Set in contemporary England, A Distant Shore is the story of an African man and an English woman "whose hidden lives, and worlds, are revealed in their fragile, fateful connection".[1] As the author has stated: "It is obviously a novel about the challenged identity of two individuals, but it's also a novel about English—or national—identity."[2]
Reception
Upon release, A Distant Shore was generally well-received by the British press. [3] Natasha Walter writes for The Guardian: "This novel hums with ambition." Diana Evans, for The Independent, praises the author's exploration of: "migration, asylum, home and loneliness", whilst criticizing certain linguistic cliches, and says that the prose style "lacks edge."[4] Kirkus Reviews summarizes the novel as: "Harsh and sad, but worth the trip."[5]
References
- ^ a b "A Distant Shore" page at author's website.
- ^ Jill Morrison (2004), "A Conversation with Caryl Phillips", in Conversations with Caryl Phillips, University Press of Mississippi, 2009, p. 135.
- ^ "Books of the moment: What the papers say". The Daily Telegraph. 29 Mar 2003. p. 166. Retrieved 19 July 2024.

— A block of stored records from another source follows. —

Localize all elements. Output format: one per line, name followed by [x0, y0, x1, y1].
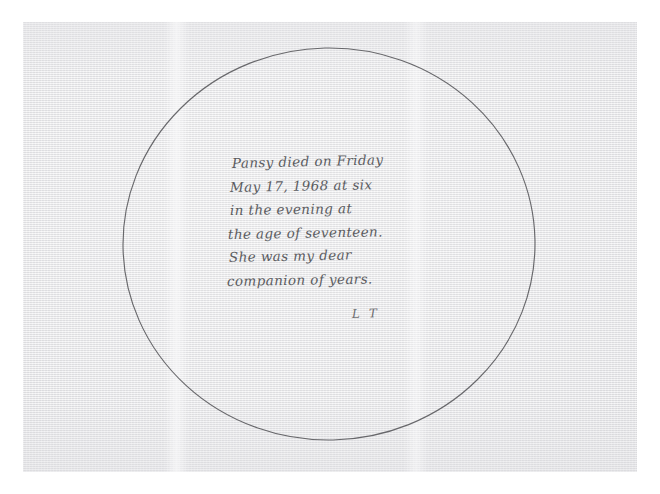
scanned-page: Pansy died on Friday May 17, 1968 at six… — [0, 0, 660, 494]
signature-initials: L T — [352, 306, 380, 321]
handwritten-note: Pansy died on Friday May 17, 1968 at six… — [232, 152, 492, 293]
note-line-6: companion of years. — [227, 265, 492, 293]
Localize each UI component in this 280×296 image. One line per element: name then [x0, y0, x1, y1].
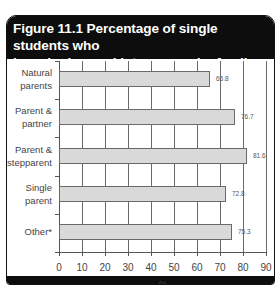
bar-value-label: 81.6: [253, 152, 266, 159]
y-tick: [55, 214, 59, 215]
bar-value-label: 72.8: [232, 190, 245, 197]
y-tick: [55, 252, 59, 253]
bar: [59, 71, 210, 87]
category-label-line: Parent &: [15, 104, 52, 117]
x-tick-label: 0: [56, 262, 62, 273]
category-label-line: stepparent: [7, 156, 52, 169]
y-tick: [55, 137, 59, 138]
category-label-line: Other*: [25, 225, 52, 238]
category-label-line: Single: [25, 181, 52, 194]
bar-value-label: 76.7: [241, 113, 254, 120]
x-tick-label: 70: [214, 262, 225, 273]
x-tick-label: 10: [76, 262, 87, 273]
category-label-line: parent: [25, 194, 52, 207]
category-label: Naturalparents: [20, 66, 52, 92]
chart-title-line-1: Figure 11.1 Percentage of single student…: [13, 20, 274, 54]
category-label-line: parents: [20, 79, 52, 92]
x-tick-label: 30: [122, 262, 133, 273]
x-axis: [55, 252, 267, 253]
plot-area: 65.876.781.672.875.3: [59, 61, 269, 252]
figure-frame: Figure 11.1 Percentage of single student…: [6, 15, 275, 285]
category-label: Other*: [25, 225, 52, 238]
bar: [59, 148, 247, 164]
y-tick: [55, 99, 59, 100]
bar: [59, 186, 226, 202]
footer-bar: [7, 276, 274, 284]
bar-value-label: 75.3: [238, 228, 251, 235]
y-tick: [55, 176, 59, 177]
category-label-line: partner: [15, 117, 52, 130]
x-tick-label: 60: [191, 262, 202, 273]
x-tick-label: 20: [99, 262, 110, 273]
chart-title: Figure 11.1 Percentage of single student…: [7, 16, 274, 59]
y-tick: [55, 61, 59, 62]
category-label-line: Parent &: [7, 143, 52, 156]
bar-value-label: 65.8: [216, 75, 229, 82]
category-label-line: Natural: [20, 66, 52, 79]
category-label: Parent &stepparent: [7, 143, 52, 169]
bar: [59, 109, 235, 125]
category-label: Parent &partner: [15, 104, 52, 130]
x-tick-label: 80: [237, 262, 248, 273]
x-tick-label: 90: [260, 262, 271, 273]
x-axis-label: %: [159, 279, 167, 285]
gridline: [266, 61, 267, 252]
bar: [59, 224, 232, 240]
category-label: Singleparent: [25, 181, 52, 207]
x-tick-label: 40: [145, 262, 156, 273]
x-tick-label: 50: [168, 262, 179, 273]
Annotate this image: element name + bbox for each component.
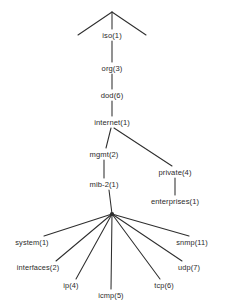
edge-mib2-to-snmp xyxy=(112,214,189,236)
node-label-internet: internet(1) xyxy=(93,118,131,127)
mib-tree-diagram: iso(1) org(3) dod(6) internet(1) mgmt(2)… xyxy=(0,0,225,308)
node-label-org: org(3) xyxy=(101,64,124,73)
top-edge-artifact xyxy=(26,0,37,5)
node-label-system: system(1) xyxy=(14,238,49,247)
fan-hub-dot xyxy=(110,212,114,216)
edge-mib2-to-fan-hub xyxy=(109,190,112,214)
node-label-private: private(4) xyxy=(157,168,192,177)
node-label-enterprises: enterprises(1) xyxy=(150,197,200,206)
node-label-ip: ip(4) xyxy=(62,281,79,290)
edge-mib2-to-tcp xyxy=(112,214,160,279)
node-label-tcp: tcp(6) xyxy=(153,281,175,290)
node-label-icmp: icmp(5) xyxy=(97,291,124,300)
node-label-snmp: snmp(11) xyxy=(175,238,208,247)
node-label-mgmt: mgmt(2) xyxy=(89,150,120,159)
edge-mib2-to-interfaces xyxy=(56,214,112,261)
node-label-interfaces: interfaces(2) xyxy=(16,263,60,272)
node-label-iso: iso(1) xyxy=(101,31,123,40)
node-label-udp: udp(7) xyxy=(177,263,201,272)
edge-mib2-to-icmp xyxy=(111,214,112,289)
edge-internet-to-private xyxy=(114,128,172,166)
edge-mib2-to-udp xyxy=(112,214,182,261)
edge-internet-to-mgmt xyxy=(106,128,111,148)
node-label-dod: dod(6) xyxy=(100,91,125,100)
node-label-mib-2: mib-2(1) xyxy=(88,180,119,189)
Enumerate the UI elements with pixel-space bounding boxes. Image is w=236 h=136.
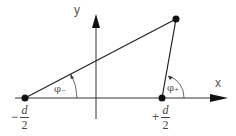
y-axis-arrow-icon	[92, 14, 100, 28]
right-point-numerator: d	[163, 104, 169, 116]
left-point-label: d 2	[20, 104, 29, 131]
right-point-sign: +	[152, 110, 159, 124]
x-axis-arrow-icon	[210, 94, 228, 102]
left-point-numerator: d	[22, 104, 28, 116]
point-right	[159, 95, 166, 102]
angle-label-minus: φ₋	[54, 83, 66, 94]
point-left	[22, 95, 29, 102]
angle-label-plus: φ₊	[167, 82, 179, 93]
right-point-label: d 2	[161, 104, 170, 131]
diagram-canvas	[0, 0, 236, 136]
x-axis-label: x	[215, 77, 221, 89]
left-point-sign: −	[11, 110, 18, 124]
left-point-denominator: 2	[22, 119, 28, 131]
right-point-denominator: 2	[163, 119, 169, 131]
side-left-apex	[25, 19, 176, 98]
point-apex	[173, 16, 180, 23]
y-axis-label: y	[74, 4, 80, 16]
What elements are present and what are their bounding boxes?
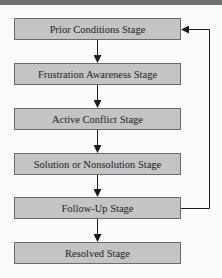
stage-follow-up: Follow-Up Stage xyxy=(14,197,181,219)
feedback-loop-arrow xyxy=(181,30,210,209)
stage-label: Resolved Stage xyxy=(65,248,130,259)
stage-frustration-awareness: Frustration Awareness Stage xyxy=(14,63,181,85)
stage-label: Frustration Awareness Stage xyxy=(38,69,157,80)
stage-label: Follow-Up Stage xyxy=(61,203,133,214)
stage-label: Prior Conditions Stage xyxy=(50,24,146,35)
stage-solution-or-nonsolution: Solution or Nonsolution Stage xyxy=(14,153,181,175)
stage-prior-conditions: Prior Conditions Stage xyxy=(14,18,181,40)
connector-lines xyxy=(0,0,222,278)
stage-active-conflict: Active Conflict Stage xyxy=(14,108,181,130)
stage-label: Active Conflict Stage xyxy=(52,114,143,125)
stage-label: Solution or Nonsolution Stage xyxy=(34,159,161,170)
stage-resolved: Resolved Stage xyxy=(14,242,181,264)
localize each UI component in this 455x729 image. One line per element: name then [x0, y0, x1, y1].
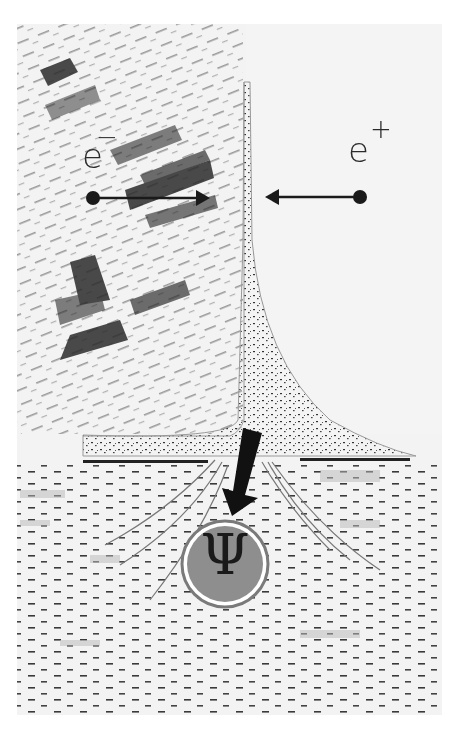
electron-region — [17, 24, 243, 434]
electron-charge: − — [96, 122, 118, 152]
ground-line-right — [300, 458, 410, 461]
positron-charge: + — [370, 114, 392, 144]
positron-symbol: e — [348, 130, 369, 170]
psi-symbol: Ψ — [200, 527, 250, 583]
annihilation-painting — [0, 0, 455, 729]
electron-label: e − — [82, 136, 103, 176]
positron-label: e + — [348, 130, 369, 170]
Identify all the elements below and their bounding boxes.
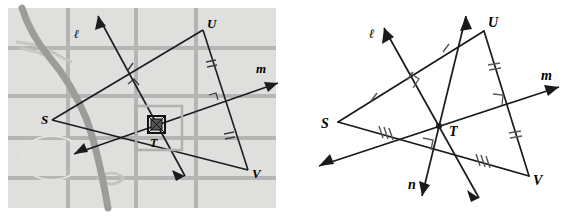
map-label-v: V (252, 166, 262, 181)
geo-label-s: S (321, 116, 329, 131)
geo-label-u: U (488, 15, 499, 30)
geo-label-m: m (541, 68, 552, 83)
point-t-marker (148, 116, 165, 133)
geo-label-t: T (449, 124, 459, 139)
geometry-svg: ℓ U m S T n V (283, 0, 566, 216)
map-label-t: T (150, 136, 158, 150)
geo-label-l: ℓ (369, 26, 375, 41)
map-label-s: S (41, 112, 48, 127)
point-t (436, 123, 442, 129)
map-svg: ℓ U m S T V (0, 0, 283, 216)
geometry-figure: ℓ U m S T V (0, 0, 566, 216)
map-label-l: ℓ (74, 27, 79, 41)
map-label-m: m (256, 61, 266, 76)
map-panel: ℓ U m S T V (0, 0, 283, 216)
map-label-u: U (207, 16, 217, 31)
geo-label-n: n (408, 177, 416, 192)
geometry-panel: ℓ U m S T n V (283, 0, 566, 216)
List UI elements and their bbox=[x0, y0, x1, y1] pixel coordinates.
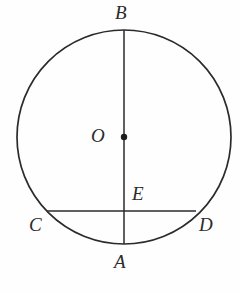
figure-canvas: B O E C D A bbox=[0, 0, 240, 294]
vertex-label-o: O bbox=[91, 126, 105, 145]
vertex-label-a: A bbox=[114, 252, 126, 271]
vertex-label-c: C bbox=[29, 215, 42, 234]
vertex-label-d: D bbox=[199, 215, 213, 234]
circle-diagram bbox=[0, 0, 240, 294]
center-point-dot bbox=[121, 134, 127, 140]
vertex-label-e: E bbox=[132, 184, 144, 203]
vertex-label-b: B bbox=[115, 3, 127, 22]
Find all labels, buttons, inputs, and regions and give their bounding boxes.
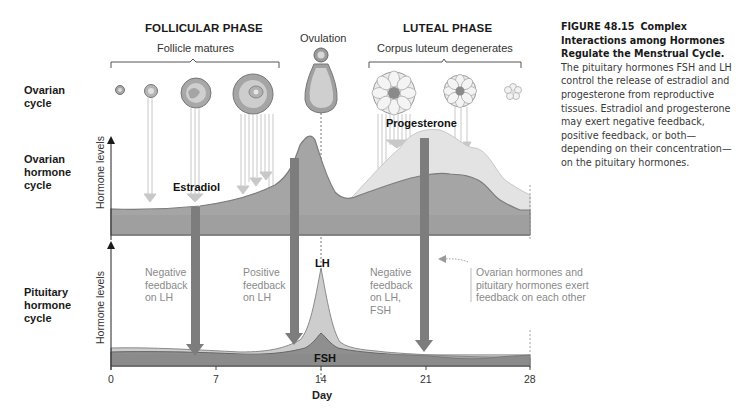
follicular-phase-title: FOLLICULAR PHASE	[145, 22, 263, 34]
x-tick-7: 7	[213, 373, 219, 385]
x-tick-21: 21	[420, 373, 432, 385]
x-tick-28: 28	[524, 373, 536, 385]
row-label-ovarian-hormone-cycle: Ovarian hormone cycle	[24, 153, 94, 192]
follicle-icons	[116, 74, 274, 114]
negative-feedback-lh-text: Negative feedback on LH	[145, 266, 188, 304]
figure-caption: FIGURE 48.15 Complex Interactions among …	[561, 20, 741, 170]
row-label-pituitary-hormone-cycle: Pituitary hormone cycle	[24, 286, 94, 325]
progesterone-label: Progesterone	[386, 117, 457, 129]
bottom-y-axis-label: Hormone levels	[94, 271, 106, 344]
corpus-luteum-icons	[372, 71, 522, 115]
x-tick-0: 0	[108, 373, 114, 385]
lh-label: LH	[315, 257, 330, 269]
follicular-brace	[111, 59, 279, 68]
x-tick-14: 14	[315, 373, 327, 385]
figure-number: FIGURE 48.15	[561, 21, 634, 32]
top-y-axis-label: Hormone levels	[94, 136, 106, 209]
ovulation-label: Ovulation	[300, 32, 346, 44]
luteal-phase-title: LUTEAL PHASE	[403, 22, 492, 34]
fsh-label: FSH	[314, 352, 336, 364]
negative-feedback-lh-fsh-text: Negative feedback on LH, FSH	[370, 266, 413, 316]
luteal-brace	[369, 59, 521, 68]
follicular-phase-subtitle: Follicle matures	[157, 42, 234, 54]
luteal-phase-subtitle: Corpus luteum degenerates	[377, 42, 513, 54]
row-label-ovarian-cycle: Ovarian cycle	[24, 84, 94, 110]
note-pointer-arrow	[438, 255, 471, 302]
figure-body: The pituitary hormones FSH and LH contro…	[561, 62, 732, 168]
x-axis-label: Day	[312, 389, 332, 401]
estradiol-label: Estradiol	[173, 181, 220, 193]
positive-feedback-lh-text: Positive feedback on LH	[243, 266, 286, 304]
ovulation-follicle-icon	[305, 48, 337, 113]
x-axis-ticks	[111, 366, 530, 370]
feedback-interaction-note: Ovarian hormones and pituitary hormones …	[476, 266, 589, 304]
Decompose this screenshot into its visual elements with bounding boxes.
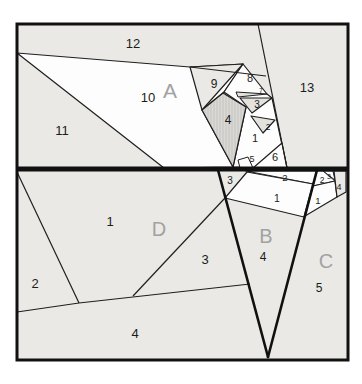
label-a-4: 4 xyxy=(225,113,232,127)
label-a-9: 9 xyxy=(211,77,218,91)
label-a-3: 3 xyxy=(254,99,260,110)
label-a-10: 10 xyxy=(141,90,155,105)
label-section-a: A xyxy=(163,79,177,102)
label-d-2: 2 xyxy=(31,276,38,291)
label-b-4: 4 xyxy=(260,250,267,264)
label-a-1: 1 xyxy=(252,132,258,144)
label-a-6: 6 xyxy=(272,151,278,163)
label-c-2: 2 xyxy=(320,175,325,185)
label-a-5: 5 xyxy=(249,154,254,164)
label-c-3: 3 xyxy=(327,173,331,180)
label-section-c: C xyxy=(319,250,333,272)
label-section-d: D xyxy=(152,218,166,240)
label-d-1: 1 xyxy=(106,214,113,229)
label-a-8: 8 xyxy=(247,72,253,84)
label-c-5: 5 xyxy=(316,281,323,295)
label-a-11: 11 xyxy=(55,123,69,138)
label-section-b: B xyxy=(259,225,272,247)
label-a-13: 13 xyxy=(300,80,314,95)
label-c-4: 4 xyxy=(336,182,341,192)
label-b-2: 2 xyxy=(282,172,287,183)
label-a-2: 2 xyxy=(266,122,271,132)
label-b-1: 1 xyxy=(274,192,280,204)
pattern-page: 12 13 11 10 A 9 8 7 3 4 2 1 5 6 3 2 1 B … xyxy=(0,0,362,384)
label-a-12: 12 xyxy=(126,36,140,51)
label-a-7: 7 xyxy=(259,87,263,94)
label-d-4: 4 xyxy=(131,326,138,341)
label-b-3: 3 xyxy=(227,175,233,186)
label-c-1: 1 xyxy=(315,195,320,206)
label-d-3: 3 xyxy=(201,252,208,267)
piecing-pattern-diagram: 12 13 11 10 A 9 8 7 3 4 2 1 5 6 3 2 1 B … xyxy=(0,0,362,384)
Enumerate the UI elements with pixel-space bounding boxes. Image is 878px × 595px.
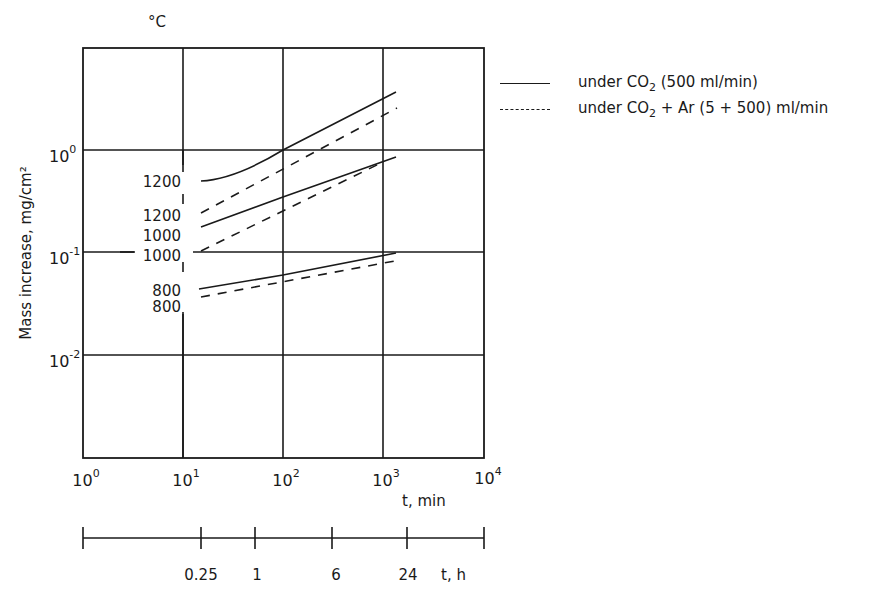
svg-text:6: 6 [331,566,341,584]
svg-text:100: 100 [72,467,99,490]
svg-text:101: 101 [172,467,199,490]
series-lines [199,92,400,297]
series-800-co2 [199,253,396,289]
svg-text:1: 1 [252,566,262,584]
temp-label: 1200 [143,207,181,225]
unit-label: °C [148,13,166,31]
temp-label: 1000 [143,247,181,265]
x-axis-label-min: t, min [402,492,446,510]
svg-text:10-1: 10-1 [49,245,80,268]
legend-label: under CO2 + Ar (5 + 500) ml/min [578,99,828,120]
y-axis-label: Mass increase, mg/cm² [17,166,35,339]
y-tick-labels: 100 10-1 10-2 [49,143,80,371]
series-1200-co2-ar [201,108,397,213]
x-axis-label-h: t, h [441,566,466,584]
svg-text:24: 24 [398,566,417,584]
legend-item-solid: under CO2 (500 ml/min) [500,70,828,96]
solid-line-swatch-icon [500,83,550,84]
series-800-co2-ar [201,260,400,297]
legend-label: under CO2 (500 ml/min) [578,73,758,94]
hour-axis [83,527,484,549]
svg-text:10-2: 10-2 [49,348,80,371]
dashed-line-swatch-icon [500,109,550,110]
temp-label: 1200 [143,173,181,191]
legend: under CO2 (500 ml/min) under CO2 + Ar (5… [500,70,828,122]
legend-item-dashed: under CO2 + Ar (5 + 500) ml/min [500,96,828,122]
series-1000-co2 [201,157,396,227]
temp-label: 1000 [143,227,181,245]
svg-text:0.25: 0.25 [184,566,217,584]
svg-text:100: 100 [49,143,76,166]
svg-text:103: 103 [372,467,399,490]
svg-text:102: 102 [272,467,299,490]
vertical-gridlines [183,48,383,458]
hour-tick-labels: 0.25 1 6 24 [184,566,417,584]
x-tick-labels: 100 101 102 103 104 [72,465,501,490]
temp-label: 800 [152,298,181,316]
svg-text:104: 104 [474,465,501,488]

- ^ "A Distant Shore by Caryl Phillips". The Independent. Archived from the original on 2024-07-18. Retrieved 2025-02-04.
- ^ A DISTANT SHORE | Kirkus Reviews.
Further reading
- David Ellis, "'They are us': Caryl Phillips’ A Distant Shore and the British transnation", The Journal of Commonwealth Literature, September 2013, vol. 48, no. 3 411-423.
External links
- Natasha Walter, "The sadness of strangers" (review), The Guardian, 15 March 2003.
- Rand Richards Cooper, "There's No Place That's Home", The New York Times, 19 October 2003.